Hello from the mod team!
First of all: Thanks to all members on their behaviors. You've been great! Please keep that spirit.
At the same time, we'd like to announce that we have updated the rules for this community, based on experience gained, recent events, and your feedback.
What's new?
The following is a summary, along with some reasoning. The full rules are in the sidebar of the community, as always. :)
- We are clarifying that this is an English-language community. If you create a post linking to a non-English source, please provide a full-text (automated) translation. This rule is a result of existing moderation practice where we already deleted some stray non-English comments and asked for the translation of a foreign-language link. (Nonetheless, we do love all European languages.)
- When posting a link to paywalled articles, we're now asking you to also link to an archived version of the article.
- Infographics must now include a source and a date (year). This rule is a result of the critical feedback we got on a few infographics that were not exactly wrong, but definitely outdated.
- We are clarifiying the rules regarding acceptable behavior in discussion: be kind & argue in good faith. These rules more or less explicitly lay out existing moderation practice.
Finally: Want to join the mod team? Please apply โ we'd be especially happy to have more mods with a feddit.org account, since mod queue federation is a bit lacking currently.
Sorry, for linking some non English articles. I got some feedback from other community that it is fine (even thanked me for it, that it makes the content more diverse).
I like what @tymoty@f.cz does, he tries to make multilingual conversation about eu and other stuff on his blog and mastodon.
I think a diversity of sources is absolutely great, especially since there's no reason to believe English speaking media to be particularly good at covering Europe.
Personally I'd rather use the built-in translation in FireFox rather than Google translate, if possible.
Maybe an idea could be to tag non-English content (title [language]), and to provide a machine translated link in the body of the post?
The issue with that is it is extremely browser-dependent. Hence asking for the submitter to include a translation.
Yeah, I misread the rules as asking the link to be to a translated version, which is not what they say. So I think this is a good solution. And I think people are right to encourage non-English sources. :)
@plactagonic Hi. I am an English version of @tymoty ๐
Thank you for your kind reference to my activities. If you get more involved, it would be even better ๐
If you are a link between that English speaking community and our hybrid communication community, it would be very nice ๐
@bobojp @federalreverse @Pierrette @xChaos
No reason to apologize! It is indeed great to have content that is non-English in the original. And you're also right, being stuck with British/American sources + Euronews and Euractiv isn't the best situation.
So your efforts are definutely appreciated.
Loads of interesting news are covered only nationally. What I linked was really fresh and probably not interesting for foreign media but because it was related to earlier post that got some traction I just linked what I found.
Skimmed over it, doesn't look like the European hypetrain I've gotten to know yurop. But it's also not a sub solely about Russian propaganda, so ... Looking good, I guess.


*Your goal*.
In the entries below, find every line holding the string "Brands" and collect it.

*Dataset records*.
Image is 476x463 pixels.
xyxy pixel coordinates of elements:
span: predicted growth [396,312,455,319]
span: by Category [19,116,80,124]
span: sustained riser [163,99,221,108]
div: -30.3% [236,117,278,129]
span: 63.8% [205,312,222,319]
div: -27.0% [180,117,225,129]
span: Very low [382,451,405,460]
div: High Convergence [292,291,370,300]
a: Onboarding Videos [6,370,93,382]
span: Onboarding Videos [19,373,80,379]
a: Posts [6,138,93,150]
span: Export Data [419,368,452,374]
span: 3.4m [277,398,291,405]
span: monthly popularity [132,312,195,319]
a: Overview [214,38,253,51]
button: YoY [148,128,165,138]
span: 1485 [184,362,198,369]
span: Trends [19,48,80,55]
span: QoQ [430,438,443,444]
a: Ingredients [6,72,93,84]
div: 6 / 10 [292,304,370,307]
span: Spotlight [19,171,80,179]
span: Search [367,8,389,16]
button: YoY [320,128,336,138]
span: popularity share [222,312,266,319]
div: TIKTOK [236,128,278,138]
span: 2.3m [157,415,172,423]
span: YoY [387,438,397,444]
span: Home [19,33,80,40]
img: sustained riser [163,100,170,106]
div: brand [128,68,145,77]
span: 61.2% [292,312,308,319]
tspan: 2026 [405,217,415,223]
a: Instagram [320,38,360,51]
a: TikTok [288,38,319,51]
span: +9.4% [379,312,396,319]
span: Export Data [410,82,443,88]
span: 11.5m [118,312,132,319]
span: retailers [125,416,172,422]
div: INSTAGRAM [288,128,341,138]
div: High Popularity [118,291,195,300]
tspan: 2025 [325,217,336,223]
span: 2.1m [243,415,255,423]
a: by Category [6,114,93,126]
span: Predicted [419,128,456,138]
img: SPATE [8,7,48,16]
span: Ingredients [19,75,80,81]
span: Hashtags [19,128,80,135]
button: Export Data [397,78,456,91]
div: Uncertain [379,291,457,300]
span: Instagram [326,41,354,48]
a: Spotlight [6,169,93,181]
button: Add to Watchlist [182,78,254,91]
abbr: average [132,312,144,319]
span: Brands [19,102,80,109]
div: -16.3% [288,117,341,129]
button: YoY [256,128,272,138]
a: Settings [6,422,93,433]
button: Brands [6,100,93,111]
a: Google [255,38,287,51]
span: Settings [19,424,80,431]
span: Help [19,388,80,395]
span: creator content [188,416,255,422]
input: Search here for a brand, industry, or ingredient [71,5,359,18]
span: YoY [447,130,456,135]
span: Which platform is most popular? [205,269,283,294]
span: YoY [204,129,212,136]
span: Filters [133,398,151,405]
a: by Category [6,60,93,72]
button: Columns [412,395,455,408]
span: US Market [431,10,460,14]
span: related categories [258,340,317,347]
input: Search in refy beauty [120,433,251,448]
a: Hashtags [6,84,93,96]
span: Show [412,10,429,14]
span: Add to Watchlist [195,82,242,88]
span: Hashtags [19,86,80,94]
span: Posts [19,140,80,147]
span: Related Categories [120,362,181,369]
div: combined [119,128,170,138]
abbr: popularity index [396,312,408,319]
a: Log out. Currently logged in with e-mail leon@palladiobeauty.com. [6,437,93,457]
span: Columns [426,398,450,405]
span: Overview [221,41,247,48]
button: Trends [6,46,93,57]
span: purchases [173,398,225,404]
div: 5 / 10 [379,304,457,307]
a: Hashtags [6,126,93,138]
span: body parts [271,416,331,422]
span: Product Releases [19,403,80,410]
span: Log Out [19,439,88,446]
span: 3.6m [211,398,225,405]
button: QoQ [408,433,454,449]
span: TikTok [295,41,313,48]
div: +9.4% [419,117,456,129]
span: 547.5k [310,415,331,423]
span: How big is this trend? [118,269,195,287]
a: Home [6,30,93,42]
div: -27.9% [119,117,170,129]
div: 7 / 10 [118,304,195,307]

*Answer box*.
span: Brands [19,102,80,109]
button: Brands [6,100,93,111]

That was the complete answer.